• Women Making War: Female Confederate Prisoners and Union Military Justice by Thomas F. Curran (SIU Press, 2020).
Recent studies contextualizing the Civil War's guerrilla conflict as a "household war" have emphasized the key supporting roles assumed by women who provided food, supplies, shelter, and information to local fighters. War-torn Missouri has proved to be the most fertile ground for this work, and it is no surprise that the state provides the setting for Thomas Curran's Women Making War: Female Confederate Prisoners and Union Military Justice.
From the description: "During the American Civil War, more than four hundred women were arrested and imprisoned by the Union Army in the St. Louis area. The majority of these women were fully aware of the political nature of their actions and had made conscious decisions to assist Confederate soldiers in armed rebellion against the U.S. government. Their crimes included offering aid to Confederate soldiers, smuggling, spying, sabotaging, and, rarely, serving in the Confederate army. Historian Thomas F. Curran’s extensive research highlights for the first time the female Confederate prisoners in the St. Louis area, and his thoughtful analysis shows how their activities affected Federal military policy."
As one might have anticipated, the guerrilla war's expansion in scale and intensity coincided with harsher treatment of female civilian supporters by Union authorities. "Some Confederate partisan women were banished to the South, while others were held at Alton Military Prison and other sites. The guerilla war in Missouri resulted in more arrests of women, and the task of incarcerating them became more complicated."
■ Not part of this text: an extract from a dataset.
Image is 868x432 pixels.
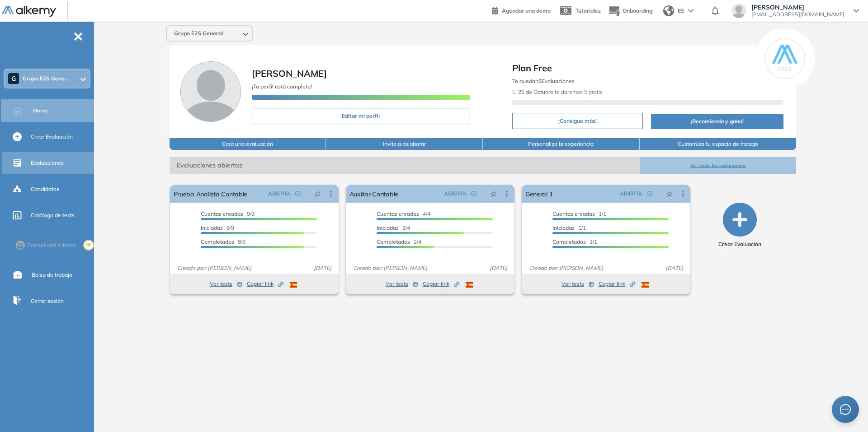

More: "The women’s offenses were seen as treasonous by the Federal government. By determining that women—who were excluded from the politics of the male public sphere—were capable of treason, Federal authorities implicitly acknowledged that women acted in ways that had serious political meaning. Nearly six decades before U.S. women had the right to vote, Federal officials who dealt with Confederate partisan women routinely referred to them as citizens. Federal officials created a policy that conferred on female citizens the same obligations male citizens had during time of war and rebellion, and they prosecuted disloyal women in the same way they did disloyal men."